On Sat, 7 Sep 2013, Gabriel Dos Reis wrote:

On Sat, Sep 7, 2013 at 11:42 AM, Marc Glisse <marc.gli...@inria.fr> wrote:
On Sat, 7 Sep 2013, Marc Glisse wrote:

this patch teaches the compiler that operator new, when it can throw,
isn't allowed to return a null pointer. Note that it doesn't work for
placement new (that one may have to be handled in the front-end or the
inliner),


Placement new is a completely different thing. For one, it is nothrow (so
the test doesn't apply). But mostly, it is a condition on the argument more
than the result. Using the nonnull attribute would make sense, but the
compiler doesn't seem clever enough to use that information. The easiest
seems to be in the library:

--- o/new       2013-09-07 11:11:17.388756320 +0200
+++ i/new       2013-09-07 18:00:32.204797291 +0200
@@ -144,9 +144,9 @@

 // Default placement versions of operator new.
 inline void* operator new(std::size_t, void* __p) _GLIBCXX_USE_NOEXCEPT
-{ return __p; }
+{ if (!__p) __builtin_unreachable(); return __p; }
 inline void* operator new[](std::size_t, void* __p) _GLIBCXX_USE_NOEXCEPT
-{ return __p; }
+{ if (!__p) __builtin_unreachable(); return __p; }

 // Default placement versions of operator delete.
 inline void operator delete  (void*, void*) _GLIBCXX_USE_NOEXCEPT { }



Though I am not sure what the policy is for this kind of thing. And that's
assuming it is indeed undefined to pass a null pointer to it, I don't have a
good reference for that.



and it will not work on user-defined operator new if they are inlined.


But then if that operator new is inlined, it may already contain a line like
if(p==0)throw(); which lets the compiler know all it needs.

I am not sure I like this version of the patch.

The 2 patches are really independent, one (in the compiler) for regular operator new, and one (in the library) for the placement version.

I mostly like this second patch because it is so easy ;-)
But I will be happy if someone posts a better solution.

I think the appropriate patch should be in the compiler, not
here.  C++ has several places where certain parameters cannot
have non-null values. For example, the implicit parameter 'this'
in non-static member functions. This is another instance.

Indeed, I didn't check how gcc handles "this" being non-0.

Furthermore, I do think that the compiler should have special nodes
for both standard placement new and the global operator new functions,

That's one way to do it. Since this is the first time I look at those, I don't really see the advantage compared to the current status, but I trust you. What would you do with this special-node placement new? Keep it as is until after vrp so we can use the !=0 property and then expand it to its first argument? Or expand it early to the equivalent of the library code I wrote above?

as I explained in previous messages.

I couldn't find them, sorry if they contained information that makes this post irrelevant.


- Your assignment
No pictures go into the copy. Write out every line below exactly.

--------------------------------

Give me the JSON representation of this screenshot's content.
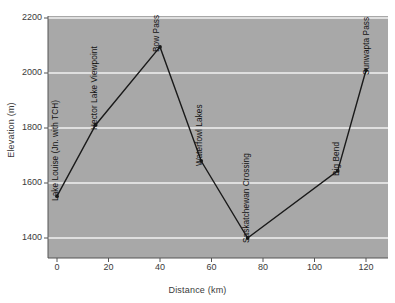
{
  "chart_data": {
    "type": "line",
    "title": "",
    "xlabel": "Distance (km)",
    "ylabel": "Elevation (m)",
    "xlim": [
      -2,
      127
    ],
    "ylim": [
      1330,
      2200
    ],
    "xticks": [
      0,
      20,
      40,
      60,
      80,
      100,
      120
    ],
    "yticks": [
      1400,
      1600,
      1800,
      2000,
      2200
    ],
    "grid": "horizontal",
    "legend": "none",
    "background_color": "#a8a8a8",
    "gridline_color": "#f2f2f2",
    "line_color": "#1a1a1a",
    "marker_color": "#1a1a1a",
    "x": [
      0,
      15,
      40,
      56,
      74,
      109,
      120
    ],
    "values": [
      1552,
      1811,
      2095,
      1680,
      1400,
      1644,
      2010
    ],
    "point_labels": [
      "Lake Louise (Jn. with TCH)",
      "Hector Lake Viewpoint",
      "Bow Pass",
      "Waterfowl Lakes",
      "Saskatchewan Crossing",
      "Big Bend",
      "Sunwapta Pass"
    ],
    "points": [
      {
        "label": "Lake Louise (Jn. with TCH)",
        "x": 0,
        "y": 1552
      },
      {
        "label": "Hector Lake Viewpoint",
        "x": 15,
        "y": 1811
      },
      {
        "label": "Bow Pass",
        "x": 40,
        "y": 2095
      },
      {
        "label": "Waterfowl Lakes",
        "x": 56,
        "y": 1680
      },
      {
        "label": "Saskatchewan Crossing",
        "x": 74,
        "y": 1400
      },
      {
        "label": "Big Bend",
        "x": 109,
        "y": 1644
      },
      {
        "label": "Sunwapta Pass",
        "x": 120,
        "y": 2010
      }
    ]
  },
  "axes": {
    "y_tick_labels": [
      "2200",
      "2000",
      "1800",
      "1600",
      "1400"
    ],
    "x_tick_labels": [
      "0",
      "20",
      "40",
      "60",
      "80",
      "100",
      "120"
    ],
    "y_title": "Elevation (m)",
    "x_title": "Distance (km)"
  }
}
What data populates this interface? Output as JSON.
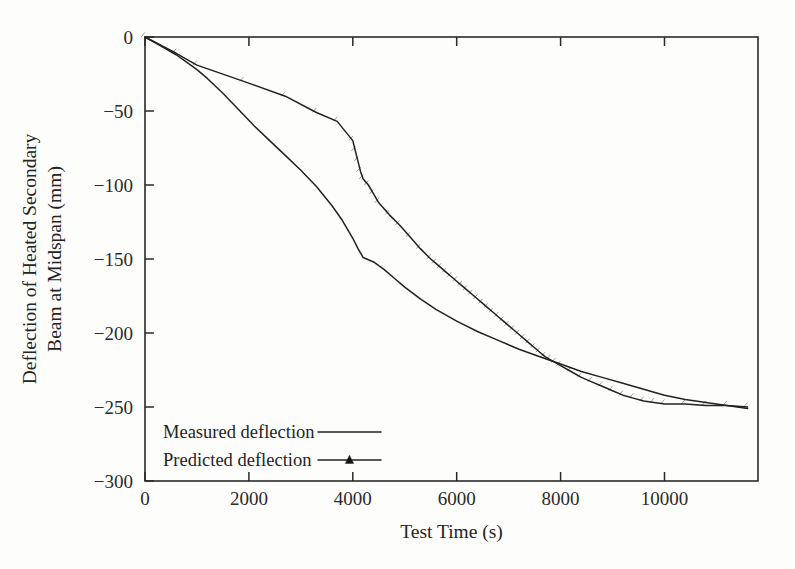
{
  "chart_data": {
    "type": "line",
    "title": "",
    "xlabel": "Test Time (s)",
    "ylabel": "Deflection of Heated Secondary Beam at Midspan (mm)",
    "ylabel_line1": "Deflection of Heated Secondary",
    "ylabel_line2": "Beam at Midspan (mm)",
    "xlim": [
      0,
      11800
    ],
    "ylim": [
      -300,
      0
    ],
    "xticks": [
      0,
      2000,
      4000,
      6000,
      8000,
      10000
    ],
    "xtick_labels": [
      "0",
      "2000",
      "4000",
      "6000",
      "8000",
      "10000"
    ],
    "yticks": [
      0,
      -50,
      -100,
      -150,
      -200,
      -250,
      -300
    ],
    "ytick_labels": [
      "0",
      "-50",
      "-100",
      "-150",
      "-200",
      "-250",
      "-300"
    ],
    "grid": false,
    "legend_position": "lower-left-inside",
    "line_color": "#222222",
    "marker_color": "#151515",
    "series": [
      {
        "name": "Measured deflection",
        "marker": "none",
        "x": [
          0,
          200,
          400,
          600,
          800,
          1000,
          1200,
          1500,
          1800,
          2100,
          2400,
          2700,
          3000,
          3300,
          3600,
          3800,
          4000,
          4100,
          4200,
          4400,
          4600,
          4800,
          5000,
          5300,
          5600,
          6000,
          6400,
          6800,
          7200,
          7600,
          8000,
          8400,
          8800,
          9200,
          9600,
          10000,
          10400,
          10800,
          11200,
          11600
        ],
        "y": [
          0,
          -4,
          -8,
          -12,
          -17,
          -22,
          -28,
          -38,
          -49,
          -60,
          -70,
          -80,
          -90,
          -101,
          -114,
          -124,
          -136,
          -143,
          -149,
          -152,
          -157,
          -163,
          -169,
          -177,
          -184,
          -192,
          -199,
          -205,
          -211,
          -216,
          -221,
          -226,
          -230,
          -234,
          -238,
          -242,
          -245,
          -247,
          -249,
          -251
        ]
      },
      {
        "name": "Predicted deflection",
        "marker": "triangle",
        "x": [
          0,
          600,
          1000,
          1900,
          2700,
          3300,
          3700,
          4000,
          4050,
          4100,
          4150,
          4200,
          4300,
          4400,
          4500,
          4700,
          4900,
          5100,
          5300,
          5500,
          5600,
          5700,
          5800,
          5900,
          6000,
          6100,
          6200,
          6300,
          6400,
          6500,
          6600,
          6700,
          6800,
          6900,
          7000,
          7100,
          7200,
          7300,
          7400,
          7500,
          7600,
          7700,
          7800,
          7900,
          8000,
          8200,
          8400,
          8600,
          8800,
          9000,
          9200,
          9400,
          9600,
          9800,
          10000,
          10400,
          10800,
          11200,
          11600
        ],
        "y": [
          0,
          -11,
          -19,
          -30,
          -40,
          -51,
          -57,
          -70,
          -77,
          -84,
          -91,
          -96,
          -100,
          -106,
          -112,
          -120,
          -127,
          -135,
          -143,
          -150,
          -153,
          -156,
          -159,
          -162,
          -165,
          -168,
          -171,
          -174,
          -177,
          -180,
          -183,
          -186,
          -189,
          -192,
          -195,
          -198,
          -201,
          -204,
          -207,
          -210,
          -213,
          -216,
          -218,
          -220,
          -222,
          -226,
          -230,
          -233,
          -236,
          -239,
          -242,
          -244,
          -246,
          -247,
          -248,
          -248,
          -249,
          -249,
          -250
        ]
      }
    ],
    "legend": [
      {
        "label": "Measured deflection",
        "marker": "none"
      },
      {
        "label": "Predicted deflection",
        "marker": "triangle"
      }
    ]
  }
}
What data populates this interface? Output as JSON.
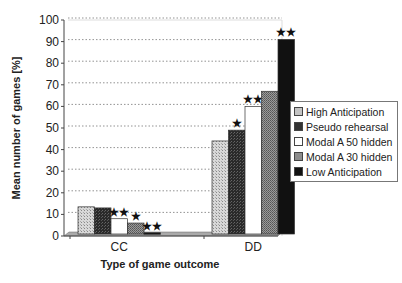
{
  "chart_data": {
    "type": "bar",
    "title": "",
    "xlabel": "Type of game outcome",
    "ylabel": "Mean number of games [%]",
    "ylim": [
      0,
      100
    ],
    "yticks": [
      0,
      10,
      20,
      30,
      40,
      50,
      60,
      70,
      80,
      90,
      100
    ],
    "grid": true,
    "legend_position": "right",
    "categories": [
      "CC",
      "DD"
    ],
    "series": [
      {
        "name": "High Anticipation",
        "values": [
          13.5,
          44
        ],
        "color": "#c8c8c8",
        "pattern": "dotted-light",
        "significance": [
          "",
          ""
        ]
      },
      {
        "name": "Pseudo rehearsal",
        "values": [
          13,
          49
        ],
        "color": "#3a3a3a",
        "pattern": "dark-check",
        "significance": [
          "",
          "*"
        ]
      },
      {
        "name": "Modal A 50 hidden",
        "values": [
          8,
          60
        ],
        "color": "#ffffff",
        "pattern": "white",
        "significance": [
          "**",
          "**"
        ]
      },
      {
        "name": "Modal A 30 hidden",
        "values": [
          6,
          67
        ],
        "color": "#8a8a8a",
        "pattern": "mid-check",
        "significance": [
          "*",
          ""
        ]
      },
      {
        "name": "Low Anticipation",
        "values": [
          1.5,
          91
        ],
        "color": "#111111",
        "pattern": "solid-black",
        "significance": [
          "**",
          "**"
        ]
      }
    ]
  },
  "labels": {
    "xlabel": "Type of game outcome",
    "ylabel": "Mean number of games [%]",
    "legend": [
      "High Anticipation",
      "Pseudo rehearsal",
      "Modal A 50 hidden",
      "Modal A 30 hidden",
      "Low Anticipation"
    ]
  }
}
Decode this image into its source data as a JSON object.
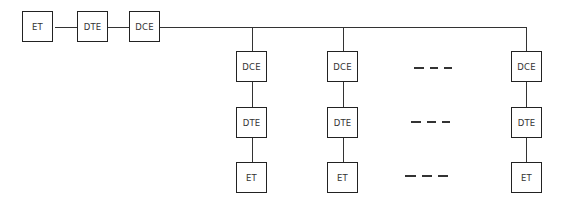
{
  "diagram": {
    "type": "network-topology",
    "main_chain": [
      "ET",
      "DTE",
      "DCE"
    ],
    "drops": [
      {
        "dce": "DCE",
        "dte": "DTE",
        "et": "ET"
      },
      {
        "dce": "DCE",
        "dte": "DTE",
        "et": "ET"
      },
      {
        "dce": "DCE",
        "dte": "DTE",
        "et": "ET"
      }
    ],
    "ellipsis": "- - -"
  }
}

--------------------------------

- Response box
Give me the JSON representation of this screenshot's content.
{
  "chart_data": {
    "type": "line",
    "title": "",
    "xlabel": "Distance (km)",
    "ylabel": "Elevation (m)",
    "xlim": [
      -2,
      127
    ],
    "ylim": [
      1330,
      2200
    ],
    "xticks": [
      0,
      20,
      40,
      60,
      80,
      100,
      120
    ],
    "yticks": [
      1400,
      1600,
      1800,
      2000,
      2200
    ],
    "grid": "horizontal",
    "legend": "none",
    "background_color": "#a8a8a8",
    "gridline_color": "#f2f2f2",
    "line_color": "#1a1a1a",
    "marker_color": "#1a1a1a",
    "x": [
      0,
      15,
      40,
      56,
      74,
      109,
      120
    ],
    "values": [
      1552,
      1811,
      2095,
      1680,
      1400,
      1644,
      2010
    ],
    "point_labels": [
      "Lake Louise (Jn. with TCH)",
      "Hector Lake Viewpoint",
      "Bow Pass",
      "Waterfowl Lakes",
      "Saskatchewan Crossing",
      "Big Bend",
      "Sunwapta Pass"
    ],
    "points": [
      {
        "label": "Lake Louise (Jn. with TCH)",
        "x": 0,
        "y": 1552
      },
      {
        "label": "Hector Lake Viewpoint",
        "x": 15,
        "y": 1811
      },
      {
        "label": "Bow Pass",
        "x": 40,
        "y": 2095
      },
      {
        "label": "Waterfowl Lakes",
        "x": 56,
        "y": 1680
      },
      {
        "label": "Saskatchewan Crossing",
        "x": 74,
        "y": 1400
      },
      {
        "label": "Big Bend",
        "x": 109,
        "y": 1644
      },
      {
        "label": "Sunwapta Pass",
        "x": 120,
        "y": 2010
      }
    ]
  },
  "axes": {
    "y_tick_labels": [
      "2200",
      "2000",
      "1800",
      "1600",
      "1400"
    ],
    "x_tick_labels": [
      "0",
      "20",
      "40",
      "60",
      "80",
      "100",
      "120"
    ],
    "y_title": "Elevation (m)",
    "x_title": "Distance (km)"
  }
}
What data populates this interface? Output as JSON.
{
  "chart_data": {
    "type": "line",
    "title": "",
    "xlabel": "Test Time (s)",
    "ylabel": "Deflection of Heated Secondary Beam at Midspan (mm)",
    "ylabel_line1": "Deflection of Heated Secondary",
    "ylabel_line2": "Beam at Midspan (mm)",
    "xlim": [
      0,
      11800
    ],
    "ylim": [
      -300,
      0
    ],
    "xticks": [
      0,
      2000,
      4000,
      6000,
      8000,
      10000
    ],
    "xtick_labels": [
      "0",
      "2000",
      "4000",
      "6000",
      "8000",
      "10000"
    ],
    "yticks": [
      0,
      -50,
      -100,
      -150,
      -200,
      -250,
      -300
    ],
    "ytick_labels": [
      "0",
      "-50",
      "-100",
      "-150",
      "-200",
      "-250",
      "-300"
    ],
    "grid": false,
    "legend_position": "lower-left-inside",
    "line_color": "#222222",
    "marker_color": "#151515",
    "series": [
      {
        "name": "Measured deflection",
        "marker": "none",
        "x": [
          0,
          200,
          400,
          600,
          800,
          1000,
          1200,
          1500,
          1800,
          2100,
          2400,
          2700,
          3000,
          3300,
          3600,
          3800,
          4000,
          4100,
          4200,
          4400,
          4600,
          4800,
          5000,
          5300,
          5600,
          6000,
          6400,
          6800,
          7200,
          7600,
          8000,
          8400,
          8800,
          9200,
          9600,
          10000,
          10400,
          10800,
          11200,
          11600
        ],
        "y": [
          0,
          -4,
          -8,
          -12,
          -17,
          -22,
          -28,
          -38,
          -49,
          -60,
          -70,
          -80,
          -90,
          -101,
          -114,
          -124,
          -136,
          -143,
          -149,
          -152,
          -157,
          -163,
          -169,
          -177,
          -184,
          -192,
          -199,
          -205,
          -211,
          -216,
          -221,
          -226,
          -230,
          -234,
          -238,
          -242,
          -245,
          -247,
          -249,
          -251
        ]
      },
      {
        "name": "Predicted deflection",
        "marker": "triangle",
        "x": [
          0,
          600,
          1000,
          1900,
          2700,
          3300,
          3700,
          4000,
          4050,
          4100,
          4150,
          4200,
          4300,
          4400,
          4500,
          4700,
          4900,
          5100,
          5300,
          5500,
          5600,
          5700,
          5800,
          5900,
          6000,
          6100,
          6200,
          6300,
          6400,
          6500,
          6600,
          6700,
          6800,
          6900,
          7000,
          7100,
          7200,
          7300,
          7400,
          7500,
          7600,
          7700,
          7800,
          7900,
          8000,
          8200,
          8400,
          8600,
          8800,
          9000,
          9200,
          9400,
          9600,
          9800,
          10000,
          10400,
          10800,
          11200,
          11600
        ],
        "y": [
          0,
          -11,
          -19,
          -30,
          -40,
          -51,
          -57,
          -70,
          -77,
          -84,
          -91,
          -96,
          -100,
          -106,
          -112,
          -120,
          -127,
          -135,
          -143,
          -150,
          -153,
          -156,
          -159,
          -162,
          -165,
          -168,
          -171,
          -174,
          -177,
          -180,
          -183,
          -186,
          -189,
          -192,
          -195,
          -198,
          -201,
          -204,
          -207,
          -210,
          -213,
          -216,
          -218,
          -220,
          -222,
          -226,
          -230,
          -233,
          -236,
          -239,
          -242,
          -244,
          -246,
          -247,
          -248,
          -248,
          -249,
          -249,
          -250
        ]
      }
    ],
    "legend": [
      {
        "label": "Measured deflection",
        "marker": "none"
      },
      {
        "label": "Predicted deflection",
        "marker": "triangle"
      }
    ]
  }
}
What data populates this interface? Output as JSON.
{
  "chart_data": {
    "type": "bar",
    "title": "",
    "xlabel": "Type of game outcome",
    "ylabel": "Mean number of games [%]",
    "ylim": [
      0,
      100
    ],
    "yticks": [
      0,
      10,
      20,
      30,
      40,
      50,
      60,
      70,
      80,
      90,
      100
    ],
    "grid": true,
    "legend_position": "right",
    "categories": [
      "CC",
      "DD"
    ],
    "series": [
      {
        "name": "High Anticipation",
        "values": [
          13.5,
          44
        ],
        "color": "#c8c8c8",
        "pattern": "dotted-light",
        "significance": [
          "",
          ""
        ]
      },
      {
        "name": "Pseudo rehearsal",
        "values": [
          13,
          49
        ],
        "color": "#3a3a3a",
        "pattern": "dark-check",
        "significance": [
          "",
          "*"
        ]
      },
      {
        "name": "Modal A 50 hidden",
        "values": [
          8,
          60
        ],
        "color": "#ffffff",
        "pattern": "white",
        "significance": [
          "**",
          "**"
        ]
      },
      {
        "name": "Modal A 30 hidden",
        "values": [
          6,
          67
        ],
        "color": "#8a8a8a",
        "pattern": "mid-check",
        "significance": [
          "*",
          ""
        ]
      },
      {
        "name": "Low Anticipation",
        "values": [
          1.5,
          91
        ],
        "color": "#111111",
        "pattern": "solid-black",
        "significance": [
          "**",
          "**"
        ]
      }
    ]
  },
  "labels": {
    "xlabel": "Type of game outcome",
    "ylabel": "Mean number of games [%]",
    "legend": [
      "High Anticipation",
      "Pseudo rehearsal",
      "Modal A 50 hidden",
      "Modal A 30 hidden",
      "Low Anticipation"
    ]
  }
}
Decode this image into its source data as a JSON object.
{
  "diagram": {
    "type": "network-topology",
    "main_chain": [
      "ET",
      "DTE",
      "DCE"
    ],
    "drops": [
      {
        "dce": "DCE",
        "dte": "DTE",
        "et": "ET"
      },
      {
        "dce": "DCE",
        "dte": "DTE",
        "et": "ET"
      },
      {
        "dce": "DCE",
        "dte": "DTE",
        "et": "ET"
      }
    ],
    "ellipsis": "- - -"
  }
}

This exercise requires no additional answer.